Home Office begins 12-month trial electronically tagging Channel migrants

Home Office begins 12-month trial electronically tagging Channel migrants

Some people arriving in the UK via small boats or the back of lorries will be electronically tagged as part of a Home Office trial programme.

The department said the 12-month pilot, which began on Wednesday, will test whether electronic monitoring is an effective way to give immigration bail to those who arrive in the country using “unnecessary and dangerous” routes.

It comes after a ruling by the European Court of Human Rights (ECHR) on Tuesday prevented the first flight from leaving under the Government’s new policy of deporting asylum seekers to Rwanda.

Boris Johnson defended the tagging plan, saying it was essential people who arrived illegally were not simply able to disappear into the rest of the country.

Speaking to reporters at RAF Brize Norton after returning from Ukraine, the Prime Minister said: “This is a very, very generous welcoming country. But when people come here illegally, when they break the law, it is important that we make that distinction.

“That is what we are doing with our Rwanda policy. That is what we are doing with making sure that asylum seekers can’t just vanish into the rest of the country.”

However, Labour leader Sir Keir Starmer, campaigning in the Wakefield by-election, accused the Government of “chasing headlines”, saying it would do nothing to halt the activities of the people trafficking gangs.

“What I want is a serious response because nobody wants these journeys across the Channel to be made, these perilous journeys,” he said.

“Everybody want to clamp down on the gangs. That requires grown-up work with the French authorities and upstream work to actually tackle these gangs.”

The BBC reported the first to be tagged under the bail programme were likely to be those who had avoided being removed to Rwanda.

The Home Office said the trial will test whether tagging aids regular contact with those given bail and progresses their claims more effectively.

Those tagged will have to regularly report in person to authorities, may be subject to a curfew or excluded from certain locations, and failure to comply could see them returned to detention or prosecuted.

It comes after new figures revealed the number of people crossing the Channel to reach Britain this year has passed 11,000.

Analysis of Ministry of Defence data by the PA news agency shows 11,322 people have been brought to shore by Border Force or the RNLI after being rescued from small boats in the Channel, the world’s busiest shipping lane.

On Friday, 230 people on five small boats were brought to Britain.

The daily number has been decreasing steadily throughout the week after a high of 444 on Tuesday. That was the highest number since 654 on April 13.

POLITICS Rwanda
(PA Graphics)

Warm weather and calm seas this week may have encouraged an increase in attempted crossings.

With 13 days of June left to go the number of people crossing the Channel is almost double this time last year.

By the end of June 2021, 5,911 people had made the crossing so far that year.

PA analysis shows 346 boats have been used in Channel crossings so far this year, with an average of 33 people on board each one.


Only the lines with the string "yourbank" are needed; return each of them from the entries below.

Entries from a dataset of interfaces
+ + +
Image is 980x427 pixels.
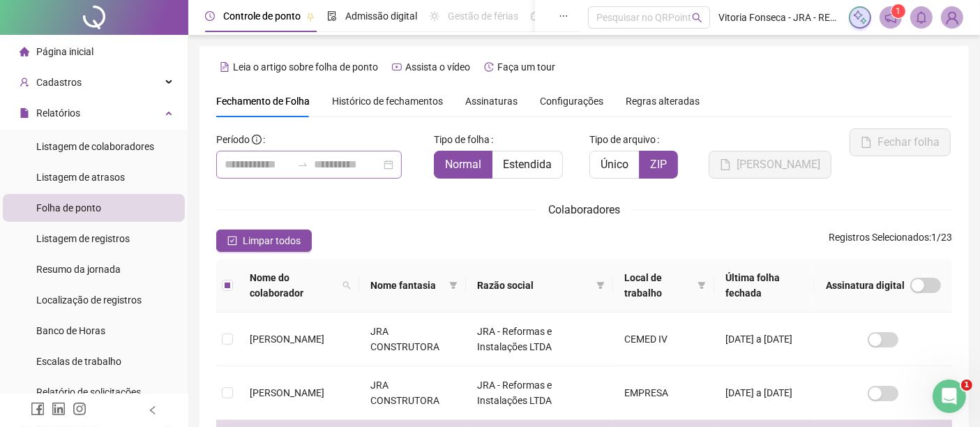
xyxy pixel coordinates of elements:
span: linkedin [52,402,65,416]
span: left [148,405,158,415]
td: [DATE] a [DATE] [714,366,815,420]
span: Listagem de colaboradores [36,141,154,152]
span: youtube [392,62,402,72]
span: instagram [73,402,86,416]
span: filter [594,275,607,296]
span: search [340,267,354,304]
span: Estendida [503,158,552,171]
span: Nome fantasia [371,277,443,293]
span: [PERSON_NAME] [250,334,325,345]
span: Período [217,134,250,145]
span: Folha de ponto [36,202,102,213]
span: filter [694,267,709,304]
span: Assinaturas [465,96,518,106]
span: Histórico de fechamentos [332,95,443,107]
span: Registros Selecionados [829,231,929,243]
span: filter [450,281,458,289]
td: JRA CONSTRUTORA [359,313,466,366]
span: to [297,159,308,170]
span: ellipsis [558,11,568,21]
span: Gestão de férias [448,11,519,22]
span: check-square [228,236,238,246]
span: Resumo da jornada [36,264,121,275]
button: Fechar folha [849,129,951,156]
span: 1 [897,6,901,16]
td: CEMED IV [613,313,713,366]
span: Controle de ponto [223,11,301,22]
iframe: Intercom live chat [933,380,966,413]
span: Tipo de folha [434,131,490,147]
span: Leia o artigo sobre folha de ponto [233,62,378,73]
span: Assinatura digital [826,277,905,293]
span: user-add [20,77,29,87]
span: Tipo de arquivo [589,131,655,147]
span: Localização de registros [36,295,141,306]
span: Nome do colaborador [250,270,337,301]
span: filter [447,275,461,296]
span: Relatórios [36,108,80,119]
td: JRA CONSTRUTORA [359,366,466,420]
span: Normal [445,158,481,171]
span: file [20,108,29,118]
span: dashboard [531,11,540,21]
span: search [343,281,351,289]
span: Listagem de atrasos [36,171,125,183]
button: Limpar todos [217,229,312,252]
td: JRA - Reformas e Instalações LTDA [466,313,614,366]
span: Vitoria Fonseca - JRA - REFORMAS E INSTALAÇÕES LTDA [719,10,840,25]
th: Última folha fechada [714,259,815,313]
span: Faça um tour [498,62,556,73]
span: Relatório de solicitações [36,386,141,398]
span: [PERSON_NAME] [250,387,325,398]
span: file-text [219,62,229,72]
span: Único [601,158,628,171]
td: [DATE] a [DATE] [714,313,815,366]
span: info-circle [252,135,262,144]
span: 1 [961,380,973,391]
span: : 1 / 23 [829,229,952,252]
span: search [692,13,703,23]
span: filter [698,281,706,289]
span: Limpar todos [243,233,301,248]
span: Fechamento de Folha [217,95,310,107]
span: history [484,62,494,72]
span: Escalas de trabalho [36,355,121,367]
span: file-done [327,11,337,21]
span: Assista o vídeo [405,62,471,73]
span: Cadastros [36,77,82,88]
span: facebook [31,402,44,416]
sup: 1 [891,5,906,18]
span: Listagem de registros [36,233,130,244]
span: Admissão digital [345,11,417,22]
img: sparkle-icon.fc2bf0ac1784a2077858766a79e2daf3.svg [852,10,868,25]
span: sun [430,11,440,21]
button: [PERSON_NAME] [709,150,831,179]
span: pushpin [306,13,315,21]
span: Banco de Horas [36,325,105,336]
span: bell [916,11,928,24]
img: 71937 [942,7,963,28]
td: JRA - Reformas e Instalações LTDA [466,366,614,420]
span: Razão social [477,277,592,293]
span: home [20,47,29,56]
span: Configurações [540,96,604,106]
span: Local de trabalho [625,270,692,301]
td: EMPRESA [613,366,713,420]
span: Colaboradores [548,203,620,217]
span: clock-circle [205,11,215,21]
span: Página inicial [36,46,93,57]
span: ZIP [650,158,667,171]
span: filter [597,281,605,289]
span: Regras alteradas [626,96,700,106]
span: swap-right [297,159,308,170]
span: notification [885,11,898,24]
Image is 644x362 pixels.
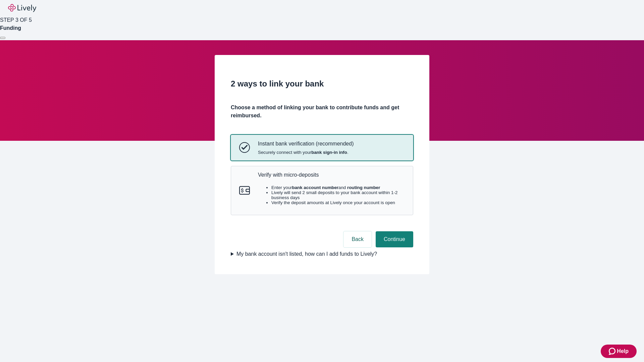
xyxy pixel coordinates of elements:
button: Zendesk support iconHelp [601,345,636,358]
h4: Choose a method of linking your bank to contribute funds and get reimbursed. [231,104,413,120]
img: Lively [8,4,36,12]
summary: My bank account isn't listed, how can I add funds to Lively? [231,250,413,258]
h2: 2 ways to link your bank [231,78,413,90]
li: Verify the deposit amounts at Lively once your account is open [271,200,405,205]
li: Enter your and [271,185,405,190]
svg: Micro-deposits [239,185,250,196]
button: Micro-depositsVerify with micro-depositsEnter yourbank account numberand routing numberLively wil... [231,166,413,215]
p: Verify with micro-deposits [258,172,405,178]
p: Instant bank verification (recommended) [258,141,353,147]
button: Continue [376,231,413,247]
li: Lively will send 2 small deposits to your bank account within 1-2 business days [271,190,405,200]
svg: Instant bank verification [239,142,250,153]
svg: Zendesk support icon [608,347,617,355]
button: Back [343,231,372,247]
strong: bank sign-in info [311,150,347,155]
span: Securely connect with your . [258,150,353,155]
strong: routing number [347,185,380,190]
span: Help [617,347,629,355]
strong: bank account number [292,185,339,190]
button: Instant bank verificationInstant bank verification (recommended)Securely connect with yourbank si... [231,135,413,160]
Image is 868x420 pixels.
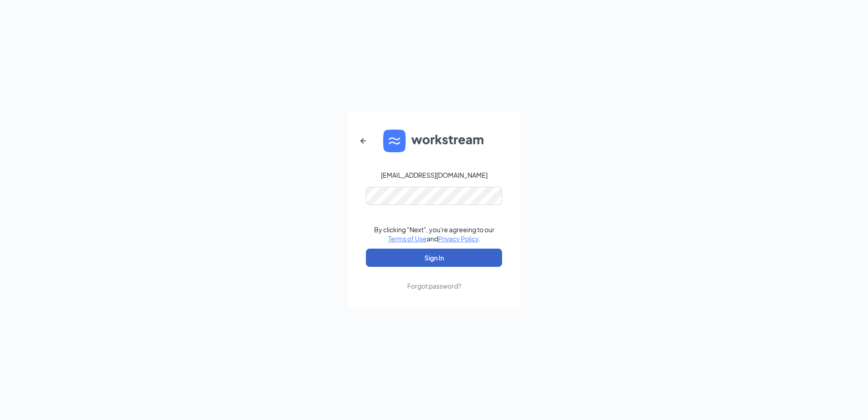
+ + +
**YOUR SOLUTION:**
button: Micro-depositsVerify with micro-depositsEnter yourbank account numberand routing numberLively wil... [231,166,413,215]
button: Instant bank verificationInstant bank verification (recommended)Securely connect with yourbank si... [231,135,413,160]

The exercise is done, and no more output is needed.